Oumuamua Could be Alien Probe as New Study Rules Out Alternative Explanation 

Researchers believe that Oumuamua could not have reached the solar system if it was a hydrogen iceberg.

Oumuamua
NASA

It was around two years back that space scientists discovered Oumuamua, an interstellar object that reached the solar system. Oumuamua, from the very first day of its discovery, literally perplexed scientists, as it showed an unusual acceleration in its course across space. After observing this unusual acceleration, Avi Loeb, of the Harvard University suggested that Oumuamua could be an alien probe.

Oumuamua Mystery Continues

However, most of the other space scientists dismissed the claims made by Loeb, and they made it clear that Oumuamua's acceleration might be likely due to a natural process. In a study report published in June, researchers noted that solid hydrogen was blasting invisibly off Oumuamua's surface, and this phenomenon could be causing the unexpected acceleration.

Now, in a new study report published in The Astrophysical Journal Letters, Loeb and Thiem Hoang, an astrophysicist at the Korea Astronomy and Space Science Institute, has claimed that the hydrogen hypothesis will not work in the real world, which means there could be still a scope that advanced aliens from deep space might have visited the solar system.

In the new paper, Loeb and Hoang claimed that the hydrogen iceberg explanation is basically flawed. According to the researcher duo, comets usually form when icy grains of dust bump into each other in space and form clumps. Later, these clumps will attract more dust and other clumps. The new study also claimed that comets are like snowmen, and they survive only as they don't melt.

Hydrogen Iceberg Could Not Have Traveled So Far

The new study argues that hydrogen iceberg traveling hundreds of millions of years through interstellar space would have fallen apart, but Oumuamua, in an unflinching manner screeched across the solar system, that too in a weird acceleration pattern.

"We wanted to not only test the assumptions in the theory but also the dark matter proposition. We were suspicious that hydrogen icebergs could not survive the journey — which is likely to take hundreds of millions of years — because they evaporate too quickly, and as to whether they could form in molecular clouds," said Loeb, SciTech Daily reports.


Leave out the pictures, and copy exactly the lines from the line with "Extract the structured" through the last line of the data below.

====== Provided records

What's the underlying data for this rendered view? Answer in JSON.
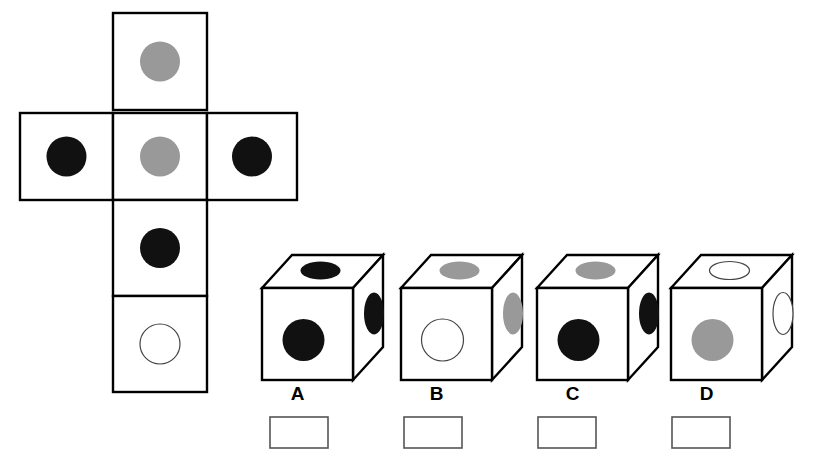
{
  "page": {
    "background_color": "#ffffff"
  },
  "colors": {
    "black_pip": "#111111",
    "gray_pip": "#999999",
    "white_pip": "#ffffff",
    "outline": "#000000",
    "pip_outline": "#444444",
    "box_outline": "#555555"
  },
  "net": {
    "name": "unfolded-cube-net",
    "layout": "cross",
    "cells": [
      {
        "position": "top",
        "pip_color": "gray",
        "pip_fill": "#999999",
        "x": 113,
        "y": 13,
        "w": 94,
        "h": 97
      },
      {
        "position": "middle-left",
        "pip_color": "black",
        "pip_fill": "#111111",
        "x": 20,
        "y": 113,
        "w": 93,
        "h": 87
      },
      {
        "position": "middle-center",
        "pip_color": "gray",
        "pip_fill": "#999999",
        "x": 113,
        "y": 113,
        "w": 94,
        "h": 87
      },
      {
        "position": "middle-right",
        "pip_color": "black",
        "pip_fill": "#111111",
        "x": 207,
        "y": 113,
        "w": 90,
        "h": 87
      },
      {
        "position": "lower",
        "pip_color": "black",
        "pip_fill": "#111111",
        "x": 113,
        "y": 200,
        "w": 94,
        "h": 96
      },
      {
        "position": "bottom",
        "pip_color": "white",
        "pip_fill": "#ffffff",
        "x": 113,
        "y": 296,
        "w": 94,
        "h": 96
      }
    ]
  },
  "options": [
    {
      "id": "A",
      "label": "A",
      "origin_x": 262,
      "faces": {
        "top": {
          "pip_color": "black",
          "pip_fill": "#111111"
        },
        "front": {
          "pip_color": "black",
          "pip_fill": "#111111"
        },
        "right": {
          "pip_color": "black",
          "pip_fill": "#111111"
        }
      },
      "answer_box_value": ""
    },
    {
      "id": "B",
      "label": "B",
      "origin_x": 401,
      "faces": {
        "top": {
          "pip_color": "gray",
          "pip_fill": "#999999"
        },
        "front": {
          "pip_color": "white",
          "pip_fill": "#ffffff"
        },
        "right": {
          "pip_color": "gray",
          "pip_fill": "#999999"
        }
      },
      "answer_box_value": ""
    },
    {
      "id": "C",
      "label": "C",
      "origin_x": 537,
      "faces": {
        "top": {
          "pip_color": "gray",
          "pip_fill": "#999999"
        },
        "front": {
          "pip_color": "black",
          "pip_fill": "#111111"
        },
        "right": {
          "pip_color": "black",
          "pip_fill": "#111111"
        }
      },
      "answer_box_value": ""
    },
    {
      "id": "D",
      "label": "D",
      "origin_x": 671,
      "faces": {
        "top": {
          "pip_color": "white",
          "pip_fill": "#ffffff"
        },
        "front": {
          "pip_color": "gray",
          "pip_fill": "#999999"
        },
        "right": {
          "pip_color": "white",
          "pip_fill": "#ffffff"
        }
      },
      "answer_box_value": ""
    }
  ],
  "answer_boxes": [
    {
      "for_option": "A",
      "value": "",
      "x": 270,
      "y": 417,
      "w": 58,
      "h": 31
    },
    {
      "for_option": "B",
      "value": "",
      "x": 404,
      "y": 417,
      "w": 58,
      "h": 31
    },
    {
      "for_option": "C",
      "value": "",
      "x": 538,
      "y": 417,
      "w": 58,
      "h": 31
    },
    {
      "for_option": "D",
      "value": "",
      "x": 672,
      "y": 417,
      "w": 58,
      "h": 31
    }
  ]
}
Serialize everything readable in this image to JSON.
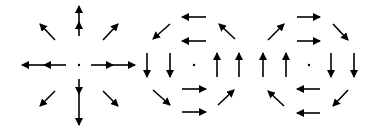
{
  "figure": {
    "background": "#ffffff",
    "arrow_color": "#000000",
    "panels": [
      {
        "name": "radial-outward-field",
        "center": [
          79,
          65
        ],
        "arrows": [
          {
            "from": [
              79,
              36
            ],
            "to": [
              79,
              22
            ]
          },
          {
            "from": [
              79,
              22
            ],
            "to": [
              79,
              6
            ]
          },
          {
            "from": [
              79,
              79
            ],
            "to": [
              79,
              94
            ]
          },
          {
            "from": [
              79,
              94
            ],
            "to": [
              79,
              125
            ]
          },
          {
            "from": [
              66,
              65
            ],
            "to": [
              44,
              65
            ]
          },
          {
            "from": [
              44,
              65
            ],
            "to": [
              22,
              65
            ]
          },
          {
            "from": [
              91,
              65
            ],
            "to": [
              113,
              65
            ]
          },
          {
            "from": [
              113,
              65
            ],
            "to": [
              135,
              65
            ]
          },
          {
            "from": [
              55,
              40
            ],
            "to": [
              40,
              24
            ]
          },
          {
            "from": [
              103,
              40
            ],
            "to": [
              118,
              24
            ]
          },
          {
            "from": [
              55,
              91
            ],
            "to": [
              40,
              106
            ]
          },
          {
            "from": [
              103,
              91
            ],
            "to": [
              118,
              106
            ]
          }
        ]
      },
      {
        "name": "counterclockwise-rotation-field",
        "center": [
          194,
          65
        ],
        "arrows": [
          {
            "from": [
              206,
              17
            ],
            "to": [
              182,
              17
            ]
          },
          {
            "from": [
              206,
              41
            ],
            "to": [
              182,
              41
            ]
          },
          {
            "from": [
              170,
              24
            ],
            "to": [
              153,
              39
            ]
          },
          {
            "from": [
              235,
              39
            ],
            "to": [
              219,
              24
            ]
          },
          {
            "from": [
              147,
              53
            ],
            "to": [
              147,
              77
            ]
          },
          {
            "from": [
              170,
              53
            ],
            "to": [
              170,
              77
            ]
          },
          {
            "from": [
              217,
              77
            ],
            "to": [
              217,
              53
            ]
          },
          {
            "from": [
              239,
              77
            ],
            "to": [
              239,
              53
            ]
          },
          {
            "from": [
              153,
              90
            ],
            "to": [
              170,
              105
            ]
          },
          {
            "from": [
              218,
              105
            ],
            "to": [
              234,
              90
            ]
          },
          {
            "from": [
              182,
              89
            ],
            "to": [
              206,
              89
            ]
          },
          {
            "from": [
              182,
              112
            ],
            "to": [
              206,
              112
            ]
          }
        ]
      },
      {
        "name": "clockwise-rotation-field",
        "center": [
          309,
          65
        ],
        "arrows": [
          {
            "from": [
              297,
              17
            ],
            "to": [
              320,
              17
            ]
          },
          {
            "from": [
              297,
              41
            ],
            "to": [
              320,
              41
            ]
          },
          {
            "from": [
              268,
              40
            ],
            "to": [
              284,
              24
            ]
          },
          {
            "from": [
              333,
              24
            ],
            "to": [
              348,
              40
            ]
          },
          {
            "from": [
              263,
              77
            ],
            "to": [
              263,
              53
            ]
          },
          {
            "from": [
              286,
              77
            ],
            "to": [
              286,
              53
            ]
          },
          {
            "from": [
              331,
              53
            ],
            "to": [
              331,
              77
            ]
          },
          {
            "from": [
              354,
              53
            ],
            "to": [
              354,
              77
            ]
          },
          {
            "from": [
              284,
              106
            ],
            "to": [
              268,
              91
            ]
          },
          {
            "from": [
              348,
              90
            ],
            "to": [
              333,
              106
            ]
          },
          {
            "from": [
              320,
              89
            ],
            "to": [
              297,
              89
            ]
          },
          {
            "from": [
              320,
              113
            ],
            "to": [
              297,
              113
            ]
          }
        ]
      }
    ]
  }
}
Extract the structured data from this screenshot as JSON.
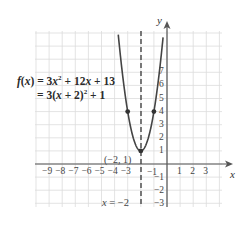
{
  "chart_data": {
    "type": "line",
    "title": "",
    "function": {
      "expanded": "f(x) = 3x² + 12x + 13",
      "vertex_form": "= 3(x + 2)² + 1",
      "a": 3,
      "h": -2,
      "k": 1
    },
    "xlabel": "x",
    "ylabel": "y",
    "xlim": [
      -10,
      4
    ],
    "ylim": [
      -4,
      9
    ],
    "x_ticks": [
      -9,
      -8,
      -7,
      -6,
      -5,
      -4,
      -3,
      -1,
      1,
      2,
      3
    ],
    "y_ticks": [
      -3,
      -2,
      -1,
      1,
      2,
      3,
      4,
      5,
      6,
      7
    ],
    "grid": true,
    "series": [
      {
        "name": "f(x)",
        "x": [
          -3.72,
          -3,
          -2.5,
          -2,
          -1.5,
          -1,
          -0.28
        ],
        "y": [
          9.9,
          4,
          1.75,
          1,
          1.75,
          4,
          9.9
        ]
      }
    ],
    "points": [
      {
        "x": -3,
        "y": 4
      },
      {
        "x": -2,
        "y": 1,
        "label": "(−2, 1)"
      },
      {
        "x": -1,
        "y": 4
      }
    ],
    "axis_of_symmetry": {
      "x": -2,
      "label": "x = −2",
      "style": "dashed"
    }
  },
  "labels": {
    "eq_line1": "f(x) = 3x² + 12x + 13",
    "eq_line2": "= 3(x + 2)² + 1",
    "vertex": "(−2, 1)",
    "axis": "x = −2",
    "x_axis": "x",
    "y_axis": "y",
    "x_ticks": [
      "−9",
      "−8",
      "−7",
      "−6",
      "−5",
      "−4",
      "−3",
      "−1",
      "1",
      "2",
      "3"
    ],
    "y_ticks_pos": [
      "1",
      "2",
      "3",
      "4",
      "5",
      "6",
      "7"
    ],
    "y_ticks_neg": [
      "−1",
      "−2",
      "−3"
    ]
  }
}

============

**Answer section**
Extract the structured data from this screenshot as JSON.
{
  "chart_data": {
    "type": "line",
    "title": "",
    "function": {
      "expanded": "f(x) = 3x² + 12x + 13",
      "vertex_form": "= 3(x + 2)² + 1",
      "a": 3,
      "h": -2,
      "k": 1
    },
    "xlabel": "x",
    "ylabel": "y",
    "xlim": [
      -10,
      4
    ],
    "ylim": [
      -4,
      9
    ],
    "x_ticks": [
      -9,
      -8,
      -7,
      -6,
      -5,
      -4,
      -3,
      -1,
      1,
      2,
      3
    ],
    "y_ticks": [
      -3,
      -2,
      -1,
      1,
      2,
      3,
      4,
      5,
      6,
      7
    ],
    "grid": true,
    "series": [
      {
        "name": "f(x)",
        "x": [
          -3.72,
          -3,
          -2.5,
          -2,
          -1.5,
          -1,
          -0.28
        ],
        "y": [
          9.9,
          4,
          1.75,
          1,
          1.75,
          4,
          9.9
        ]
      }
    ],
    "points": [
      {
        "x": -3,
        "y": 4
      },
      {
        "x": -2,
        "y": 1,
        "label": "(−2, 1)"
      },
      {
        "x": -1,
        "y": 4
      }
    ],
    "axis_of_symmetry": {
      "x": -2,
      "label": "x = −2",
      "style": "dashed"
    }
  },
  "labels": {
    "eq_line1": "f(x) = 3x² + 12x + 13",
    "eq_line2": "= 3(x + 2)² + 1",
    "vertex": "(−2, 1)",
    "axis": "x = −2",
    "x_axis": "x",
    "y_axis": "y",
    "x_ticks": [
      "−9",
      "−8",
      "−7",
      "−6",
      "−5",
      "−4",
      "−3",
      "−1",
      "1",
      "2",
      "3"
    ],
    "y_ticks_pos": [
      "1",
      "2",
      "3",
      "4",
      "5",
      "6",
      "7"
    ],
    "y_ticks_neg": [
      "−1",
      "−2",
      "−3"
    ]
  }
}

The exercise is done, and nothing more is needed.